The scenes appear suspended between the real and dream worlds. These are slow takes; each work is riddled with an immensely pleasing, slow-burning wit. There is a deadpan, retro quality to the paintings that seems innocuous and a bit flatfooted at first, until Bastidas's allegorical riffs on cultural malaise and environmental disruption, bearing a tinge of Tansey-like irony, start to take hold.
In sly, plaintive compositions, Bastidas naturalizes incongruous scenarios of ecological imbalance. Tip of the Iceberg depicts tourists on a tropical island staring straight ahead, oblivious to a continent-sized iceberg that has just floated past them. In Overboard, a shimmering Amazon-like river has become a watery highway congested with lifeboats. Scarecrows shows an endless wheat field presided over by crucified money managers dressed in tattered corporate suits and ties. In Inching Along, Bastidas recontextualizes our concept of urban sprawl with his image of a Third World shantytown morphed into modernist tract housing.

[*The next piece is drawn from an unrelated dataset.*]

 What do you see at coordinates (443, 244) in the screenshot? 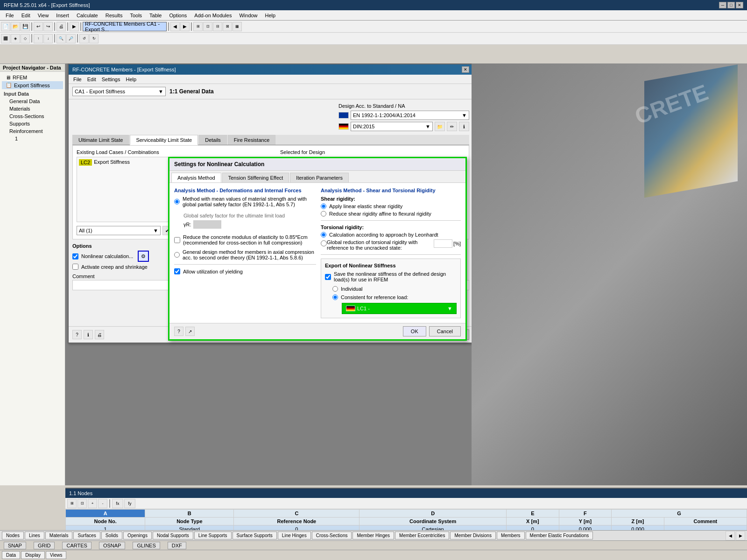
I see `torsional-percent-input` at bounding box center [443, 244].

The works are odes to a stressed mental environment and put forth a plea for cultural integrity. Compositional rectitude and precise brushwork add to their persuasive power. The artist seems to suggest that media-produced fantasies of natural and cultural sanctity have replaced authentic values. In Pale Reflections, for example, two public buildings are presented in a horizontally bisected canvas. The upper portion depicts Cinderella's Castle at Disneyland shimmering under an unreal sun. Below, we see an inverted image of an ancient site of worship, seemingly submerged, yet strongly present and alive to those who want to see it.